Jean-Paul Neashish, former police chief on the reserve of Wemotaci. He was sentenced Tuesday to six years in prison for sexual assault.

After Jean-Paul Neashish, a former First Nations police chief, was convicted of sexual assault, his lawyer argued for a lenient sentence because the man had been sexually abused at a residential school.

But in a decision this week, Quebec Court Judge Jacques Lacoursiere rejected the request, jailing Neashish for six years and noting he was not the only one in the case to have suffered because of his aboriginal status.

“We cannot neglect to take into account the particular situation of the victims, who are also aboriginal,” the judge said.

“They also suffered from historical factors and years of upheaval and the economic development of this community. In addition to being victims of the accused’s actions, they are victims of a direct and systemic discrimination.”

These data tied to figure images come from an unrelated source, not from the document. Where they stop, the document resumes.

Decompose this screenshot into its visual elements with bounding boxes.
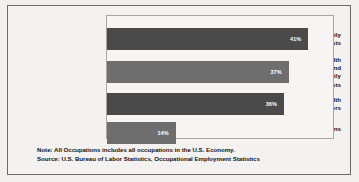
bar-row: 41% [107,28,333,50]
note-text: Note: All Occupations includes all occup… [37,145,337,154]
bar-value-label: 41% [290,36,301,42]
plot-box: 41% 37% 36% 14% [106,15,334,139]
bar-row: 14% [107,122,333,144]
bar-total-all-occupations[interactable]: 14% [107,122,176,144]
bar-mental-health-counselors[interactable]: 36% [107,93,284,115]
figure-frame: Marriage and Family Therapists Mental He… [7,5,351,175]
bar-value-label: 36% [266,101,277,107]
source-text: Source: U.S. Bureau of Labor Statistics,… [37,154,337,163]
bar-marriage-and-family-therapists[interactable]: 41% [107,28,308,50]
chart-footnotes: Note: All Occupations includes all occup… [37,145,337,163]
chart-figure: Marriage and Family Therapists Mental He… [0,0,359,182]
bar-value-label: 37% [270,69,281,75]
bar-row: 36% [107,93,333,115]
bar-value-label: 14% [157,130,168,136]
bar-row: 37% [107,61,333,83]
chart-plot-region: Marriage and Family Therapists Mental He… [12,11,346,142]
bar-mental-health-counselors-and-marriage-and-family-therapists[interactable]: 37% [107,61,289,83]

Neashish’s crimes involved an abuse of power, both as a uniformed police officer attacking inebriated young women or as an adult preying on girls aged 14 and under.

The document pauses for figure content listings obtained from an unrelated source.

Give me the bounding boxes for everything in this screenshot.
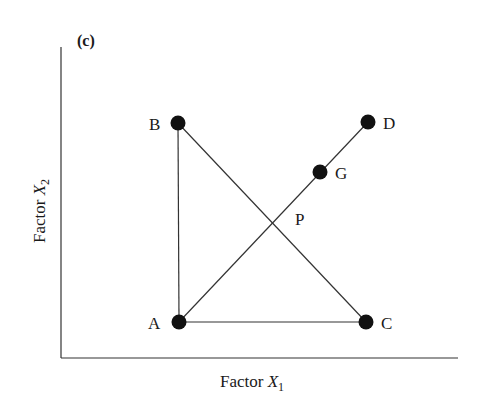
point-g <box>313 165 328 180</box>
x-axis-label-sub: 1 <box>278 380 284 394</box>
factor-diagram: A B C D G P (c) Factor X1 Factor X2 <box>0 0 487 399</box>
segment-ad <box>179 122 368 322</box>
label-d: D <box>383 114 395 133</box>
label-b: B <box>149 115 160 134</box>
y-axis-label-prefix: Factor <box>30 195 49 243</box>
y-axis-label-var: X <box>30 184 49 196</box>
segment-ab <box>178 123 179 322</box>
x-axis-label: Factor X1 <box>220 372 284 394</box>
label-c: C <box>381 314 392 333</box>
point-b <box>171 116 186 131</box>
point-a <box>172 315 187 330</box>
point-c <box>359 315 374 330</box>
segment-bc <box>178 123 366 322</box>
x-axis-label-prefix: Factor <box>220 372 268 391</box>
y-axis-label-sub: 2 <box>38 179 52 185</box>
panel-label: (c) <box>77 32 95 50</box>
y-axis-label: Factor X2 <box>30 179 52 243</box>
label-g: G <box>335 164 347 183</box>
x-axis-label-var: X <box>267 372 279 391</box>
label-a: A <box>148 314 161 333</box>
point-d <box>361 115 376 130</box>
label-p: P <box>295 210 304 229</box>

The man, now 68, was a police officer on the Atikamekw reserve of Wemotaci, central Quebec, in 1976-89. He was later elected band councillor and in 2000-12 served as negotiator for the Atikamekw Nation.

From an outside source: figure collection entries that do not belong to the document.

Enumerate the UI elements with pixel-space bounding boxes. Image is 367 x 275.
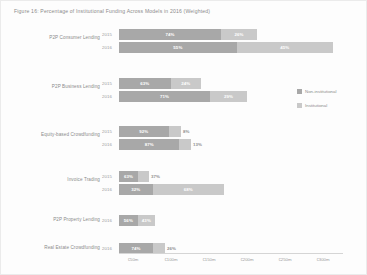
stacked-bar[interactable]: 74%26% xyxy=(119,29,257,40)
bar-value-label: 56% xyxy=(124,218,133,223)
category-label: Real Estate Crowdfunding xyxy=(44,245,100,250)
legend-item-institutional[interactable]: Institutional xyxy=(297,103,365,108)
bar-value-label: 24% xyxy=(181,81,190,86)
bar-segment-institutional[interactable]: 37% xyxy=(149,171,177,182)
year-label: 2016 xyxy=(102,45,112,50)
category-label: P2P Property Lending xyxy=(53,217,100,222)
stacked-bar[interactable]: 55%45% xyxy=(119,42,333,53)
year-label: 2016 xyxy=(102,94,112,99)
bar-value-label: 26% xyxy=(167,246,176,251)
bar-segment-institutional[interactable]: 13% xyxy=(191,139,219,150)
x-axis-line xyxy=(119,253,343,254)
bar-segment-institutional[interactable]: 68% xyxy=(153,184,224,195)
bar-segment-institutional[interactable]: 45% xyxy=(237,42,333,53)
bar-segment-non-institutional[interactable]: 71% xyxy=(119,91,210,102)
x-axis-tick-label: €200m xyxy=(240,257,253,262)
bar-value-label: 26% xyxy=(235,32,244,37)
bar-segment-non-institutional[interactable]: 32% xyxy=(119,184,153,195)
stacked-bar[interactable]: 63%37% xyxy=(119,171,149,182)
bar-value-label: 63% xyxy=(140,81,149,86)
bar-segment-non-institutional[interactable]: 63% xyxy=(119,171,138,182)
stacked-bar[interactable]: 56%43% xyxy=(119,215,155,226)
bar-segment-institutional-fill[interactable] xyxy=(138,171,149,182)
legend-label: Institutional xyxy=(305,103,327,108)
x-axis-tick-label: €50m xyxy=(128,257,139,262)
year-label: 2015 xyxy=(102,174,112,179)
x-axis-tick-label: €250m xyxy=(278,257,291,262)
bar-segment-institutional[interactable]: 29% xyxy=(210,91,247,102)
bar-value-label: 32% xyxy=(131,187,140,192)
year-label: 2015 xyxy=(102,32,112,37)
category-label: Invoice Trading xyxy=(67,177,100,182)
x-axis-tick-label: €100m xyxy=(164,257,177,262)
bar-segment-institutional-fill[interactable] xyxy=(179,139,191,150)
year-label: 2016 xyxy=(102,218,112,223)
bar-value-label: 43% xyxy=(142,218,151,223)
stacked-bar[interactable]: 92%8% xyxy=(119,126,181,137)
x-axis-tick-label: €300m xyxy=(316,257,329,262)
bar-segment-institutional[interactable]: 26% xyxy=(221,29,257,40)
bar-value-label: 87% xyxy=(145,142,154,147)
bar-value-label: 13% xyxy=(193,142,202,147)
stacked-bar[interactable]: 71%29% xyxy=(119,91,247,102)
legend-swatch-icon xyxy=(297,89,302,94)
year-label: 2015 xyxy=(102,129,112,134)
category-label: Equity-based Crowdfunding xyxy=(41,132,100,137)
legend-swatch-icon xyxy=(297,103,302,108)
bar-segment-institutional[interactable]: 43% xyxy=(138,215,155,226)
stacked-bar[interactable]: 63%24% xyxy=(119,78,201,89)
bar-segment-non-institutional[interactable]: 56% xyxy=(119,215,138,226)
chart-legend: Non-institutionalInstitutional xyxy=(297,89,365,117)
bar-value-label: 37% xyxy=(151,174,160,179)
bar-value-label: 29% xyxy=(224,94,233,99)
legend-item-non-institutional[interactable]: Non-institutional xyxy=(297,89,365,94)
x-axis-tick-label: €150m xyxy=(202,257,215,262)
figure-container: Figure 16: Percentage of Institutional F… xyxy=(0,0,367,275)
category-label: P2P Consumer Lending xyxy=(49,35,100,40)
stacked-bar[interactable]: 87%13% xyxy=(119,139,191,150)
year-label: 2016 xyxy=(102,187,112,192)
bar-value-label: 55% xyxy=(173,45,182,50)
year-label: 2016 xyxy=(102,246,112,251)
bar-segment-institutional-fill[interactable] xyxy=(169,126,181,137)
bar-segment-non-institutional[interactable]: 92% xyxy=(119,126,169,137)
bar-value-label: 71% xyxy=(160,94,169,99)
bar-segment-institutional[interactable]: 8% xyxy=(181,126,209,137)
bar-segment-non-institutional[interactable]: 87% xyxy=(119,139,179,150)
year-label: 2015 xyxy=(102,81,112,86)
legend-label: Non-institutional xyxy=(305,89,336,94)
bar-value-label: 92% xyxy=(139,129,148,134)
bar-segment-non-institutional[interactable]: 55% xyxy=(119,42,237,53)
bar-segment-non-institutional[interactable]: 74% xyxy=(119,29,221,40)
bar-value-label: 63% xyxy=(124,174,133,179)
chart-plot-area: P2P Consumer Lending201574%26%201655%45%… xyxy=(1,25,367,249)
bar-value-label: 68% xyxy=(184,187,193,192)
year-label: 2016 xyxy=(102,142,112,147)
bar-value-label: 45% xyxy=(280,45,289,50)
figure-title: Figure 16: Percentage of Institutional F… xyxy=(14,8,210,14)
category-label: P2P Business Lending xyxy=(52,84,100,89)
bar-value-label: 8% xyxy=(183,129,190,134)
stacked-bar[interactable]: 32%68% xyxy=(119,184,224,195)
bar-value-label: 74% xyxy=(131,246,140,251)
bar-value-label: 74% xyxy=(166,32,175,37)
bar-segment-institutional[interactable]: 24% xyxy=(171,78,201,89)
bar-segment-non-institutional[interactable]: 63% xyxy=(119,78,171,89)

But the court heard that the long-serving policeman and successful politician harboured dark secrets.

In the summer of 1984, he arrived in uniform at a party in Wemotaci to find a woman feeling sick from the combined effects of alcohol and prescription medication.

He put the 26-year-old in his police vehicle and drove her to a remote location. She testified that he removed her from the vehicle, lowered her pants and raped her. The victim, who cannot be identified, testified when he was finished, a second man raped her.

Marcel Boivin, a former Wemotaci band chief, is scheduled to stand trial next month for that assault.

Another woman was in her early 20s when she was arrested by Neashish at a drunken party in the 1980s. She testified that he lifted her shirt and licked her breasts before warning her not to tell anyone.

A year later, he arrested her again, and this time drove her to a remote spot where he raped her.

The following winter, Neashish tried to assault her again but she resisted. She said he slapped her but let her go when she threatened to report his earlier assaults.

The other three victims were all minors. The abuse ranged from fondling to oral sex.

We cannot neglect to take into account the particular situation of the victims, who are also aboriginal

One victim said that she was less than 10 years old when Neashish showed her how to perform oral sex and warned her not to tell anyone. “He was basically my teacher,” she told the court.

As part of the judicial process, the court ordered what is known as a Gladue report to determine to what extent Neashish’s aboriginal background contributed to his crimes.

The report’s portrait of Wemotaci is grim, noting high unemployment and a suicide rate more than four times the provincial average.

It added Neashish spent seven years in residential school from the age of eight and was sexually abused by a priest. After working in logging camps, he returned to school and became a police officer.

His lawyer had proposed a sentence of less than two years followed by community service, while the Crown recommended a seven-year prison term.

The judge took into account Neashish’s history of abuse, but said his “particularly abhorrent” crimes and their lasting impact on his victims required that a clear message be sent.

“The victims were entitled to expect that the accused would protect them and not abuse his authority to satisfy his base instincts,” Lacoursiere wrote.

“He also betrayed the trust placed in him by the community of Wemotaci.”